Most literature about sampling explains the need for anti-alias filters in terms of periodic signals, preventing a periodic signal with frequency greater than half the sampling frequency from appearing as a mirrored low frequency signal.
However I acquire transient signals (not periodic) in my measurements, one-sided exponential pulses which have a very fast (high frequency) component followed by a slow decay (lower frequency). These are wideband signals. Quantities I care about are the timing of the fast edge, the integral of the pulse, and the rate of decay of the pulse. For timing measurements, a constant group delay is fine.
All of these measurements are taken using ADCs, for the equipment we use there is usually an anti-aliasing filter, 2nd order linear phase, with 3db attenuation at half the sampling frequency.
An exponential pulse, with simulated output after applying linear phase AA filters and downsampling is shown here
import numpy as np
from astropy import units as u
from astropy.visualization import quantity_support
quantity_support()
import scipy
import matplotlib.pyplot as plt
def t_range(time_length, n):
return np.linspace(0 * time_length.unit, time_length, n+1)[:-1]
def freq_from_t(t, n=None, unit=u.MHz):
if n is None:
n = len(t)
f = np.fft.rfftfreq(n, t[1]-t[0]).to(unit)
return f
def apply_sample_rate(t, signal, sample_rate, filter_order=2):
if filter_order is None:
signal_filtered = np.copy(signal)
else:
f = freq_from_t(t)
cutoff = sample_rate.to(u.MHz) / 2
f_frac = cutoff / f[-1].to(u.MHz)
sos = scipy.signal.bessel(filter_order, f_frac, output='sos')
signal_filtered = scipy.signal.sosfilt(sos, signal)
# now filter the signal
samp_step_t = (1 / sample_rate).to(t[0].unit)
t_sampled = np.arange(start=t[0].value, stop=t[-1].value, step=samp_step_t.value) * t[0].unit
signal_filtered_sampled = np.interp(t_sampled, t, signal_filtered)
return t_sampled, signal_filtered_sampled
t = t_range(150 * u.ns, 10000)
signal = np.exp(-(t-(15 * u.ns)) / (20 * u.ns))
signal[t < 15 * u.ns] = 0
sampling_freq = 100 * u.MHz
plt.plot(t, signal, label='Original')
plt.plot(*apply_sample_rate(t, signal, sampling_freq, filter_order=None), '-o', label='No AA Filter, Downsampled')
plt.plot(*apply_sample_rate(t, signal, sampling_freq, filter_order=2), '-x', label='AA 2nd Order Bessel, Downsampled')
plt.plot(*apply_sample_rate(t, signal, sampling_freq, filter_order=4), '-+', label='AA 4th Order Bessel, Downsampled')
plt.legend()
My question, is what benefit is an AA filter providing for these short pulses? Is an AA filter necessary at all? I can do my measurements on sampled waveform with no AA filter just fine. I am not considering noise yet, but trying to understand if an AA filter has any benefit in this ideal case.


- TASK BRIEF
Where in the data below does the word "image" appear? Copy every line that has it.

- INPUT
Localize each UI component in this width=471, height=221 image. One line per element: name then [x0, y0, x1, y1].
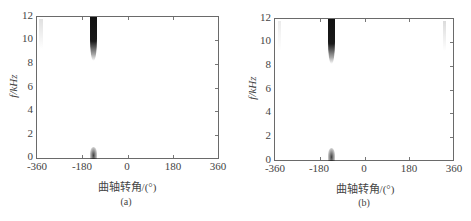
plot-area-b — [274, 18, 454, 161]
ytick-2: 2 — [253, 129, 271, 141]
y-axis-label-a: f/kHz — [7, 66, 19, 106]
high-freq-streak-b — [328, 19, 335, 64]
faint-streak-a — [39, 19, 43, 49]
xtick-180: 180 — [156, 160, 190, 172]
panel-caption-b: (b) — [349, 197, 379, 208]
ytick-10: 10 — [15, 32, 33, 44]
xtick-minus360: -360 — [258, 162, 292, 174]
plot-area-a — [36, 16, 219, 159]
ytick-12: 12 — [253, 11, 271, 23]
ytick-2: 2 — [15, 127, 33, 139]
low-freq-blob-a — [90, 147, 97, 159]
low-freq-blob-b — [328, 148, 335, 161]
panel-caption-a: (a) — [111, 196, 141, 207]
x-axis-label-b: 曲轴转角/(°) — [325, 180, 405, 196]
ytick-10: 10 — [253, 34, 271, 46]
y-axis-label-b: f/kHz — [246, 68, 258, 108]
high-freq-streak-a — [90, 17, 97, 61]
xtick-0: 0 — [347, 162, 381, 174]
x-axis-label-a: 曲轴转角/(°) — [87, 178, 167, 194]
panel-b: 12 10 8 6 4 2 0 -360 -180 0 180 360 f/kH… — [238, 0, 471, 221]
xtick-180: 180 — [392, 162, 426, 174]
xtick-minus360: -360 — [20, 160, 54, 172]
xtick-0: 0 — [110, 160, 144, 172]
xtick-minus180: -180 — [302, 162, 336, 174]
faint-streak-right-b — [443, 21, 446, 51]
ytick-12: 12 — [15, 9, 33, 21]
xtick-360: 360 — [201, 160, 235, 172]
xtick-minus180: -180 — [65, 160, 99, 172]
xtick-360: 360 — [437, 162, 471, 174]
faint-streak-left-b — [278, 21, 281, 51]
panel-a: 12 10 8 6 4 2 0 -360 -180 0 180 360 f/kH… — [0, 0, 235, 221]
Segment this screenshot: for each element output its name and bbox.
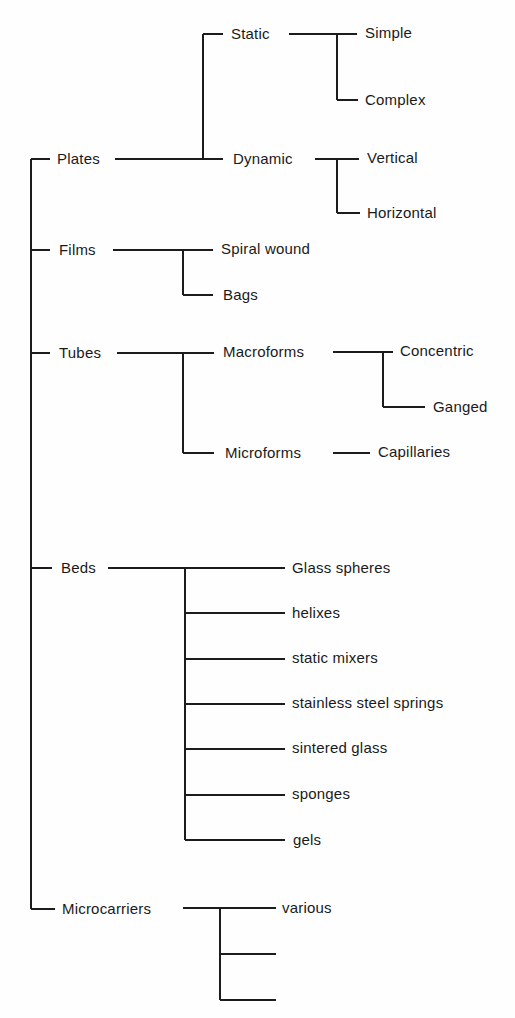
node-concentric: Concentric: [400, 342, 474, 360]
node-capillaries: Capillaries: [378, 443, 450, 461]
node-static: Static: [231, 25, 270, 43]
node-glass-spheres: Glass spheres: [292, 559, 390, 577]
node-spiral-wound: Spiral wound: [221, 240, 310, 258]
node-macroforms: Macroforms: [223, 343, 304, 361]
node-various: various: [282, 899, 332, 917]
node-plates: Plates: [57, 150, 100, 168]
node-complex: Complex: [365, 91, 426, 109]
node-beds: Beds: [61, 559, 96, 577]
node-simple: Simple: [365, 24, 412, 42]
node-horizontal: Horizontal: [367, 204, 437, 222]
classification-tree-diagram: Plates Films Tubes Beds Microcarriers St…: [0, 0, 515, 1018]
node-gels: gels: [293, 831, 321, 849]
node-stainless-steel-springs: stainless steel springs: [292, 694, 443, 712]
node-microcarriers: Microcarriers: [62, 900, 151, 918]
node-microforms: Microforms: [225, 444, 301, 462]
node-bags: Bags: [223, 286, 258, 304]
node-sponges: sponges: [292, 785, 350, 803]
node-films: Films: [59, 241, 96, 259]
node-sintered-glass: sintered glass: [292, 739, 387, 757]
node-tubes: Tubes: [59, 344, 101, 362]
node-vertical: Vertical: [367, 149, 418, 167]
node-static-mixers: static mixers: [292, 649, 378, 667]
node-ganged: Ganged: [433, 398, 488, 416]
node-dynamic: Dynamic: [233, 150, 293, 168]
node-helixes: helixes: [292, 604, 340, 622]
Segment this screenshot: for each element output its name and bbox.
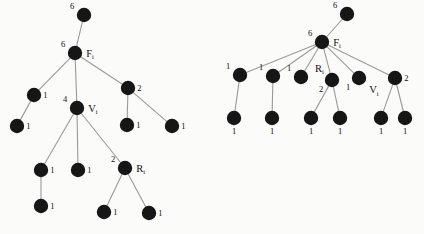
tree-node (398, 111, 412, 125)
node-weight-label: 6 (61, 39, 65, 49)
node-weight-label: 6 (333, 0, 337, 10)
node-weight-label: 6 (70, 1, 74, 11)
node-weight-label: 1 (50, 165, 54, 175)
tree-edge (133, 92, 167, 121)
node-weight-label: 2 (404, 73, 408, 83)
node-symbol-label: Vi (369, 84, 379, 96)
node-weight-label: 1 (136, 120, 140, 130)
node-symbol-label: Fi (86, 48, 94, 60)
tree-node (71, 163, 85, 177)
tree-edge (20, 101, 31, 120)
node-weight-label: 1 (26, 121, 30, 131)
tree-node (120, 118, 134, 132)
tree-node (265, 111, 279, 125)
node-weight-label: 6 (308, 28, 312, 38)
tree-node (70, 101, 84, 115)
tree-node (325, 73, 339, 87)
node-weight-label: 1 (181, 121, 185, 131)
nodes-layer (10, 7, 412, 220)
node-weight-label: 1 (270, 126, 274, 136)
node-weight-label: 1 (309, 126, 313, 136)
node-weight-label: 1 (50, 201, 54, 211)
tree-edge (107, 174, 122, 206)
tree-edge (75, 60, 77, 102)
tree-edge (328, 45, 389, 75)
node-weight-label: 1 (403, 126, 407, 136)
tree-node (121, 81, 135, 95)
tree-node (340, 7, 354, 21)
node-weight-label: 2 (319, 84, 323, 94)
node-weight-label: 4 (63, 94, 68, 104)
node-weight-label: 2 (111, 154, 115, 164)
tree-edge (77, 115, 78, 164)
tree-node (294, 70, 308, 84)
tree-node (352, 71, 366, 85)
tree-node (227, 111, 241, 125)
node-weight-label: 1 (158, 208, 162, 218)
tree-node (10, 119, 24, 133)
tree-node (233, 68, 247, 82)
node-weight-label: 2 (137, 83, 141, 93)
node-weight-label: 1 (287, 63, 291, 73)
figure-canvas: 66Fi114Vi2111112Ri1166Fi1112Ri1Vi2111111 (0, 0, 424, 234)
tree-edge (324, 48, 331, 73)
node-symbol-label: Fi (333, 37, 341, 49)
tree-edge (326, 19, 342, 37)
tree-node (388, 71, 402, 85)
tree-edge (127, 95, 128, 119)
tree-node (266, 69, 280, 83)
tree-edge (246, 45, 316, 73)
tree-node (34, 199, 48, 213)
node-weight-label: 1 (43, 90, 47, 100)
node-symbol-label: Ri (136, 163, 145, 175)
node-weight-label: 1 (232, 126, 236, 136)
node-weight-label: 1 (87, 165, 91, 175)
node-symbol-label: Ri (315, 63, 324, 75)
tree-node (374, 111, 388, 125)
tree-edge (333, 87, 338, 112)
tree-diagram-svg: 66Fi114Vi2111112Ri1166Fi1112Ri1Vi2111111 (0, 0, 424, 234)
tree-edge (272, 83, 273, 112)
tree-node (68, 46, 82, 60)
tree-edge (128, 174, 146, 207)
tree-node (165, 119, 179, 133)
tree-node (97, 205, 111, 219)
tree-edge (279, 46, 317, 72)
node-weight-label: 1 (338, 126, 342, 136)
tree-edge (81, 57, 123, 85)
tree-node (142, 206, 156, 220)
node-symbol-label: Vi (88, 103, 98, 115)
tree-node (77, 8, 91, 22)
node-weight-label: 1 (379, 126, 383, 136)
node-weight-label: 1 (113, 207, 117, 217)
tree-edge (77, 22, 83, 47)
tree-node (27, 88, 41, 102)
tree-node (333, 111, 347, 125)
tree-node (304, 111, 318, 125)
node-weight-label: 1 (226, 61, 230, 71)
tree-edge (235, 82, 239, 112)
tree-edge (383, 84, 393, 111)
tree-edge (39, 58, 71, 90)
node-weight-label: 1 (259, 62, 263, 72)
node-weight-label: 1 (346, 82, 350, 92)
tree-node (34, 163, 48, 177)
tree-edge (397, 84, 404, 111)
tree-edge (44, 114, 73, 164)
tree-node (118, 161, 132, 175)
tree-node (315, 35, 329, 49)
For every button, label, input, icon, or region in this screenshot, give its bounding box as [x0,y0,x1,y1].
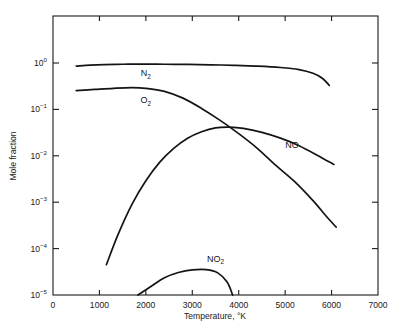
y-tick-label--2: 10−2 [30,149,47,161]
x-axis-ticks-bottom [99,290,331,295]
x-tick-label-0: 0 [51,300,56,310]
mole-fraction-vs-temperature-chart: 01000200030004000500060007000 10−510−410… [0,0,405,333]
x-axis-tick-labels: 01000200030004000500060007000 [51,300,388,310]
x-axis-title: Temperature, °K [184,311,246,321]
chart-container: 01000200030004000500060007000 10−510−410… [0,0,405,333]
curve-O2 [76,88,336,228]
series-label-NO: NO [285,140,299,150]
y-tick-label--4: 10−4 [30,242,47,254]
x-axis-ticks-top [99,16,331,21]
y-axis-title: Mole fraction [8,131,18,180]
series-label-NO2: NO2 [207,254,225,266]
x-tick-label-6000: 6000 [322,300,341,310]
curve-N2 [76,64,329,85]
curve-NO [106,127,334,265]
y-tick-label--3: 10−3 [30,195,47,207]
y-axis-ticks-right [372,63,378,249]
x-tick-label-4000: 4000 [229,300,248,310]
curve-NO2 [138,269,233,295]
x-tick-label-3000: 3000 [183,300,202,310]
x-tick-label-5000: 5000 [276,300,295,310]
series-inline-labels: N2O2NONO2 [141,68,299,265]
y-tick-label-0: 100 [34,56,48,68]
y-tick-label--5: 10−5 [30,288,47,300]
series-label-N2: N2 [141,68,152,80]
x-tick-label-2000: 2000 [136,300,155,310]
y-tick-label--1: 10−1 [30,102,47,114]
x-tick-label-7000: 7000 [368,300,387,310]
series-label-O2: O2 [141,95,152,107]
x-tick-label-1000: 1000 [90,300,109,310]
y-axis-ticks-left [53,63,59,249]
y-axis-tick-labels: 10−510−410−310−210−1100 [30,56,47,300]
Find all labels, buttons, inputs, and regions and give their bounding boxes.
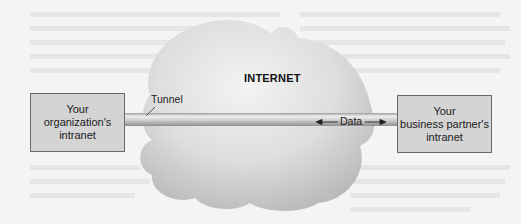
business-partner-intranet-box: Your business partner's intranet [397,95,492,153]
partner-intranet-line-3: intranet [426,131,463,144]
internet-label: INTERNET [244,72,301,84]
tunnel-label: Tunnel [151,93,183,105]
organization-intranet-line-1: Your [66,103,88,116]
organization-intranet-line-3: intranet [59,129,96,142]
organization-intranet-box: Your organization's intranet [30,93,125,152]
data-label: Data [340,115,362,127]
organization-intranet-line-2: organization's [44,116,112,129]
vpn-diagram: INTERNET Tunnel Data Your organization's… [0,0,521,224]
partner-intranet-line-2: business partner's [400,118,489,131]
partner-intranet-line-1: Your [433,105,455,118]
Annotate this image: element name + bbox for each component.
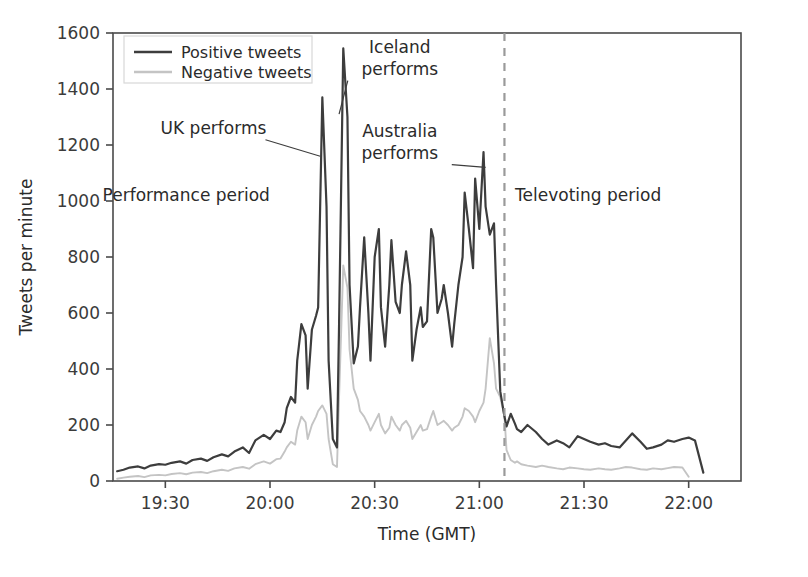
annotation-line: Performance period	[103, 185, 270, 205]
x-axis-title: Time (GMT)	[377, 524, 477, 544]
x-tick-label-22-00: 22:00	[664, 493, 713, 513]
annotation-performance-period: Performance period	[103, 185, 270, 205]
legend-label-negative-tweets: Negative tweets	[181, 63, 312, 82]
chart-figure: 02004006008001000120014001600 19:3020:00…	[0, 0, 808, 577]
chart-legend[interactable]: Positive tweets Negative tweets	[124, 36, 312, 83]
figure-background	[0, 0, 808, 577]
y-tick-label-400: 400	[68, 359, 100, 379]
x-tick-label-21-30: 21:30	[560, 493, 609, 513]
y-tick-label-200: 200	[68, 415, 100, 435]
annotation-televoting-period: Televoting period	[514, 185, 661, 205]
y-tick-label-1600: 1600	[57, 23, 100, 43]
x-tick-label-20-30: 20:30	[350, 493, 399, 513]
annotation-line: Australia	[362, 121, 437, 141]
y-axis-title: Tweets per minute	[16, 179, 36, 337]
y-tick-label-600: 600	[68, 303, 100, 323]
y-tick-label-1200: 1200	[57, 135, 100, 155]
annotation-line: Iceland	[369, 37, 431, 57]
annotation-line: performs	[361, 59, 438, 79]
annotation-uk: UK performs	[161, 118, 267, 138]
y-tick-label-0: 0	[89, 471, 100, 491]
annotation-line: performs	[361, 143, 438, 163]
x-tick-label-19-30: 19:30	[141, 493, 190, 513]
tweets-per-minute-line-chart: 02004006008001000120014001600 19:3020:00…	[0, 0, 808, 577]
x-tick-label-21-00: 21:00	[455, 493, 504, 513]
annotation-line: UK performs	[161, 118, 267, 138]
y-tick-label-1400: 1400	[57, 79, 100, 99]
y-tick-label-800: 800	[68, 247, 100, 267]
y-tick-label-1000: 1000	[57, 191, 100, 211]
legend-label-positive-tweets: Positive tweets	[181, 43, 301, 62]
x-tick-label-20-00: 20:00	[246, 493, 295, 513]
annotation-line: Televoting period	[514, 185, 661, 205]
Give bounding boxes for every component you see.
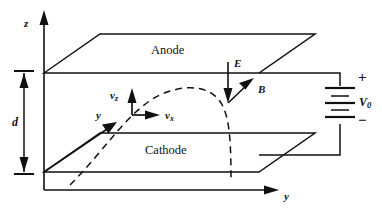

- TASK RESPONSE
Localize each UI component in this width=471, height=221 image. One line per element: name then [x0, y0, x1, y1].
Annotate this image: element name + bbox for each component.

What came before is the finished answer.